Jonathan Demme shoots Swimming to Cambodia in a minimal way that nonetheless suggests movement and imparts tension. It’s brilliant. Indescribably brilliant. I hope Criterion or someone else who cares enough eventually gives it the kind of treatment the lesser Gray’s Anatomy has now received. Gray’s Anatomy is another of Gray’s monologs (like Monster in a Box and Terrors of Pleasure), filmed this time by Steven Soderbergh in a way that lodges midway between Errol Morris and Demme but is hamstrung by the comparisons. Gray’s a captivating speaker, of course, a man for whom the term “spellbinding” fits without hyperbole, but starting with those first ten minutes, this one never strikes the right balance between showcasing Gray’s unique talents and not appearing as though it’s trying too hard. That prologue says a lot. It features a series of man-on-the-street interviews in which various people talk about their eye trauma. Squirm-inducing in a Lucio Fulci sort of way, it goes on for far too long and is too self-conscious about its purpose. It’s the problems of the film in précis, in other words, and if you were to come to it without at least having seen Swimming to Cambodia, you would have entirely the wrong introduction to Gray. Yes, what he does is the quintessence of solipsistic–but the way he does it, captured correctly, is a fascinating amalgam of theatre and the possibilities of film.

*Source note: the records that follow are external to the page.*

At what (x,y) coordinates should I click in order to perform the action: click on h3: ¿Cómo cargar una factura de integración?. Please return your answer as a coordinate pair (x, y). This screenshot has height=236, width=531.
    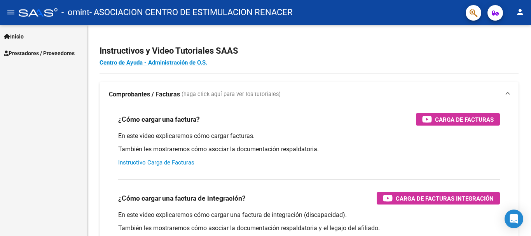
    Looking at the image, I should click on (182, 198).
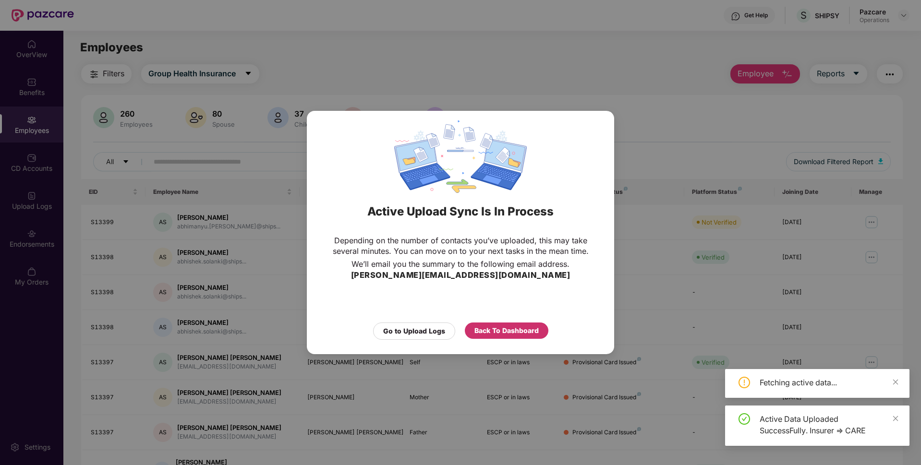 This screenshot has height=465, width=921. Describe the element at coordinates (414, 331) in the screenshot. I see `div: Go to Upload Logs` at that location.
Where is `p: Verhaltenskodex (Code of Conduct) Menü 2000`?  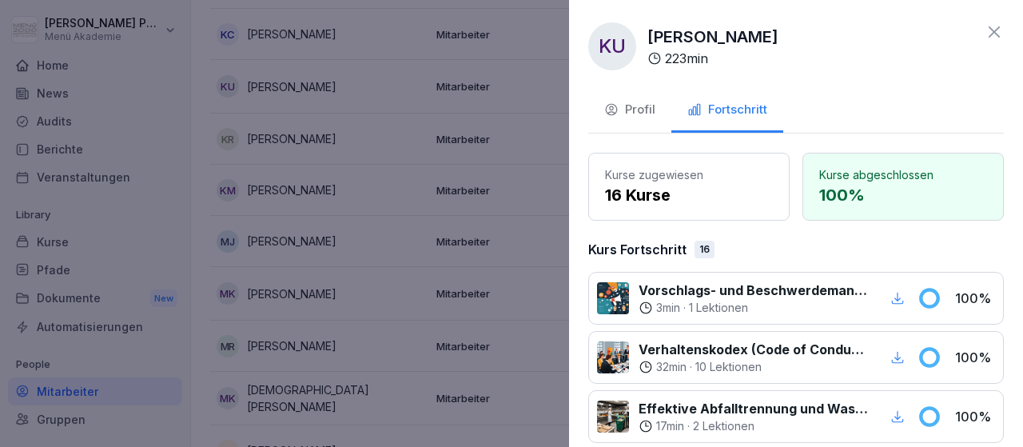
p: Verhaltenskodex (Code of Conduct) Menü 2000 is located at coordinates (753, 349).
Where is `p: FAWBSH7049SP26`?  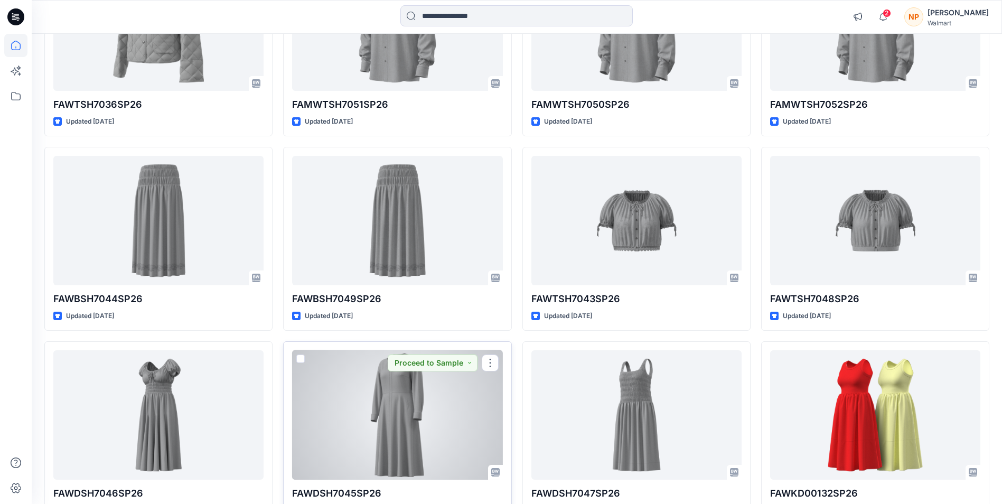
p: FAWBSH7049SP26 is located at coordinates (397, 299).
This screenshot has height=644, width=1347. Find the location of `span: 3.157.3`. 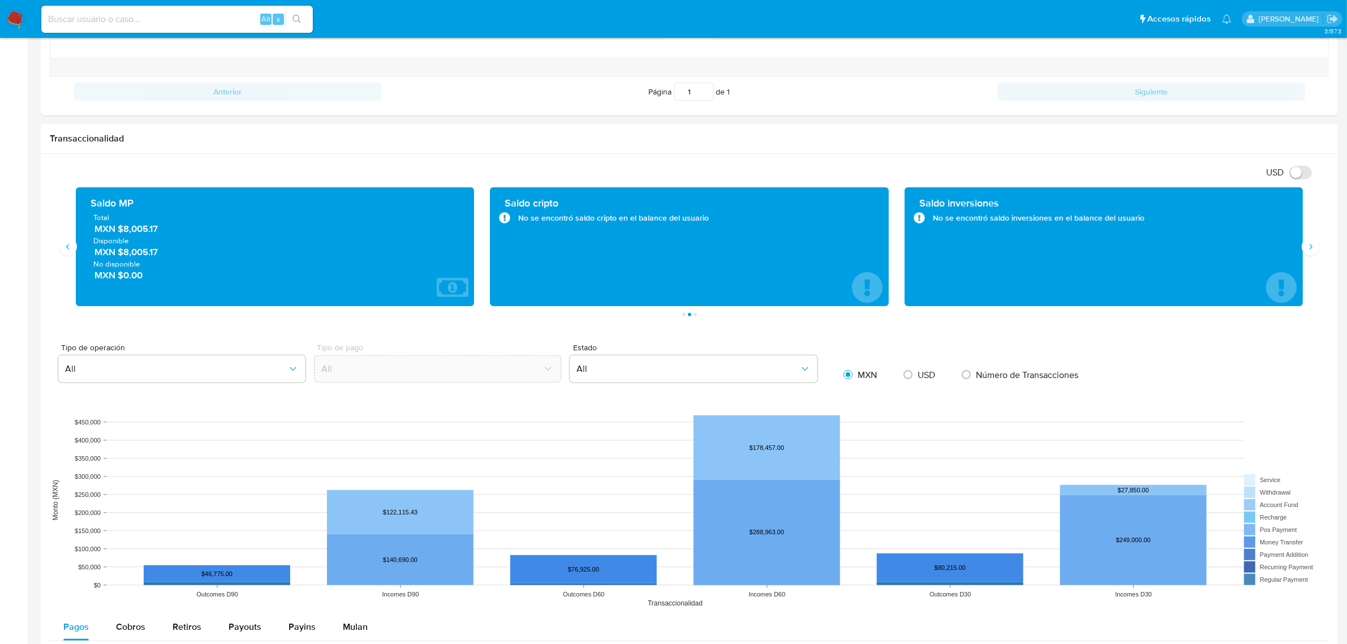

span: 3.157.3 is located at coordinates (1332, 31).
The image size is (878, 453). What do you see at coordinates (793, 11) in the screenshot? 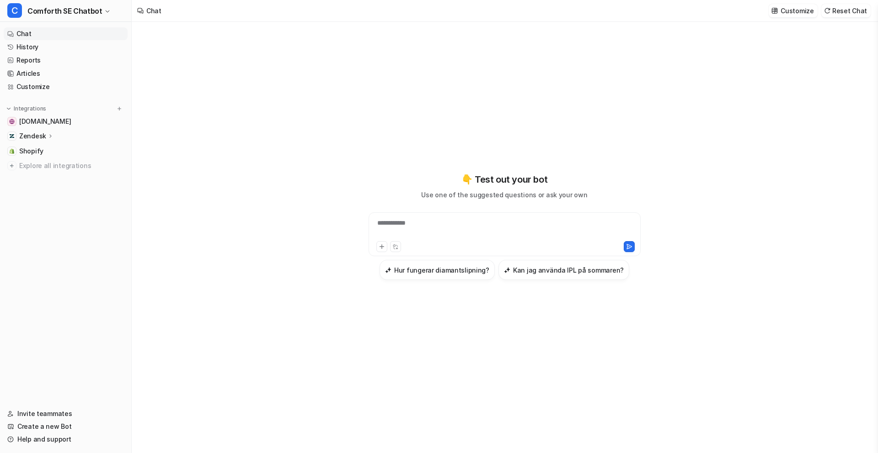
I see `button: Customize` at bounding box center [793, 11].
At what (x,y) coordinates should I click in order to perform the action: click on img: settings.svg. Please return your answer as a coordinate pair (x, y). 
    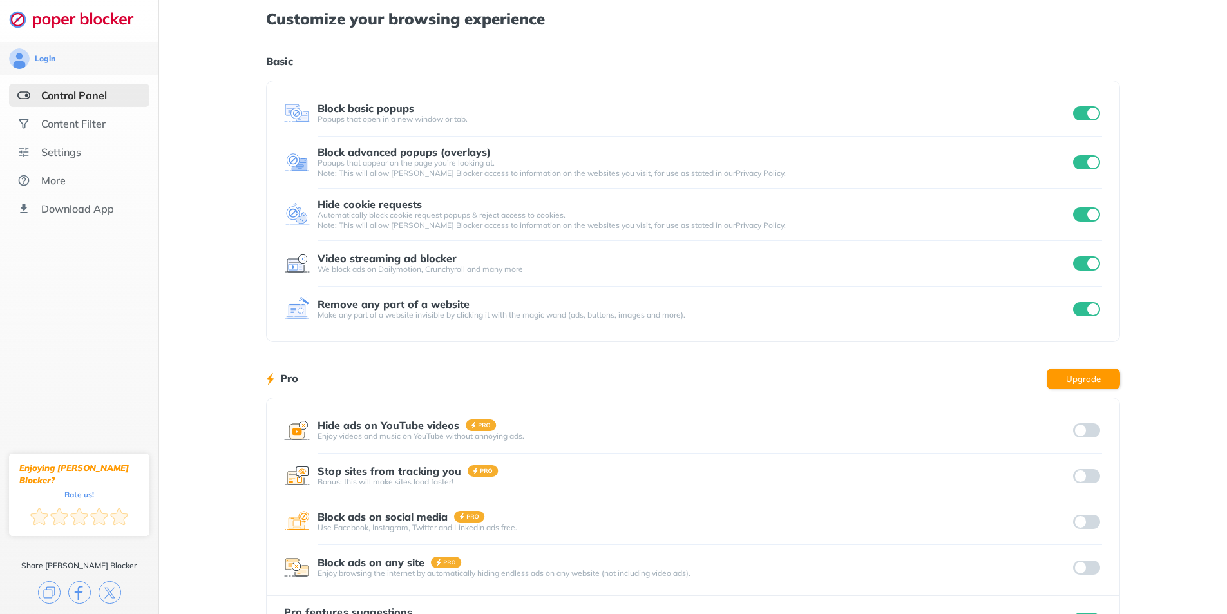
    Looking at the image, I should click on (24, 152).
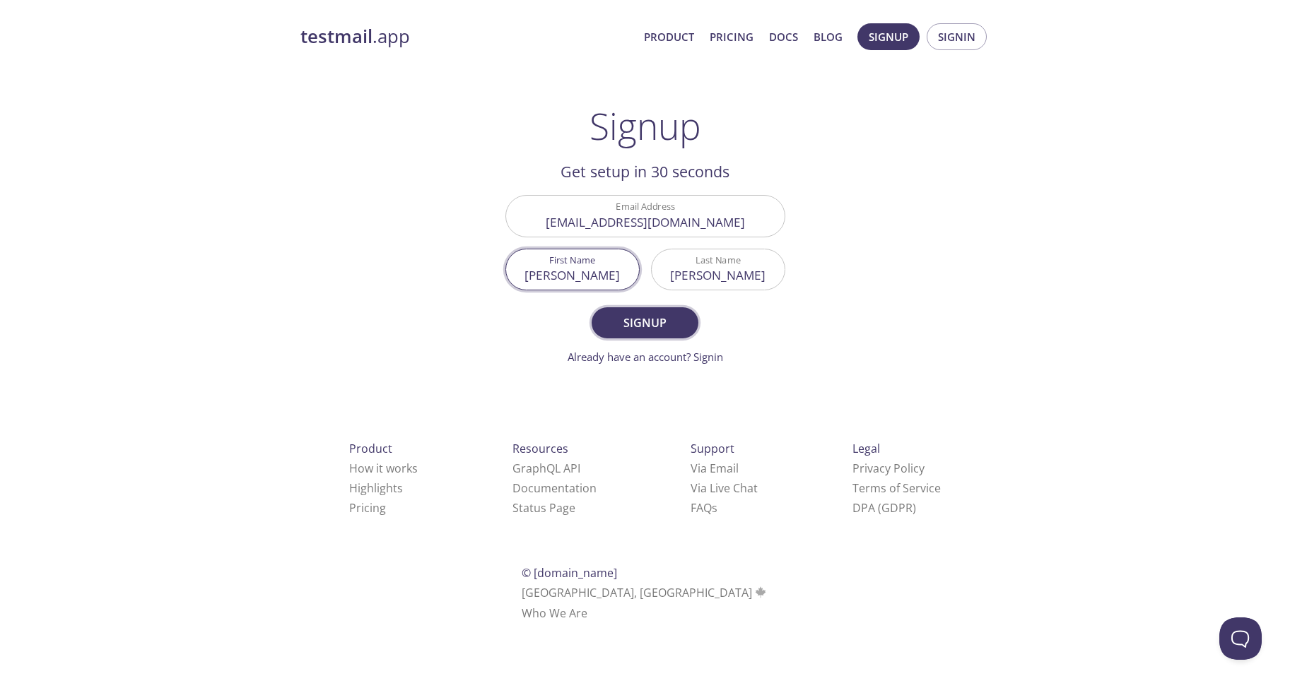  What do you see at coordinates (669, 37) in the screenshot?
I see `a: Product` at bounding box center [669, 37].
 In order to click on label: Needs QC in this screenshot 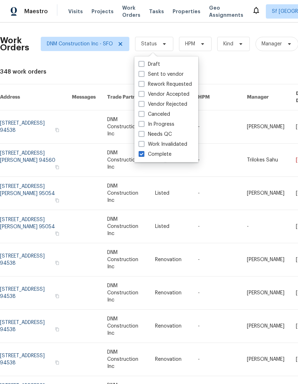, I will do `click(155, 134)`.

Gray’s Anatomy is about a “pucker” that appears on Gray’s eye as he’s writing the portion of his novel dealing with his mother’s suicide. When he talks about this in this 1996 picture, if you know anything about Gray’s sad end, you should get a little jolt. Gray, five years later, incurs a misdiagnosed head injury in a bad car accident that causes him great suffering, both physical and existential. He saw Oliver Sacks about it. He was on the mend. He was working on a monologue called “Life Interrupted” and had workshopped it in front of adoring audiences, who watched him recover the form captured in Gray’s Anatomy, at least a little bit. In 2004, after buying his Revolutionary War-obsessed son a history book, he disappeared. It was worse, because in all his many previous attempts at and promises of suicide, he’d left a note behind, or a message on a machine. Something. This time, nothing. They recovered his body off a riverbank. Unlike the father in Big Fish, the last movie Gray saw, he didn’t turn into a fish when he walked into the water, but in the mind of his then-wife, that Tim Burton film had given him “permission to die.” When I watch Gray in Gray’s Anatomy, two things: first, I know that while this story is full of references to his lost Renee, he has in fact already left his eponymous psychotherapist wife Renee Shafransky for talent agent Kathie Russo, with whom he’d fathered a child in 1993 (three years prior to filming this monolog); second, I am completely incapable of looking at his hands in the same way I’ve heard that med students, entering gross anatomy for the first time, have the most trouble dissecting the genitals and, yes, hands of their cadaver subjects. For whatever reason, although the entire film is essentially Gray front and centre, it’s his hands that represent to me the totality of his loss.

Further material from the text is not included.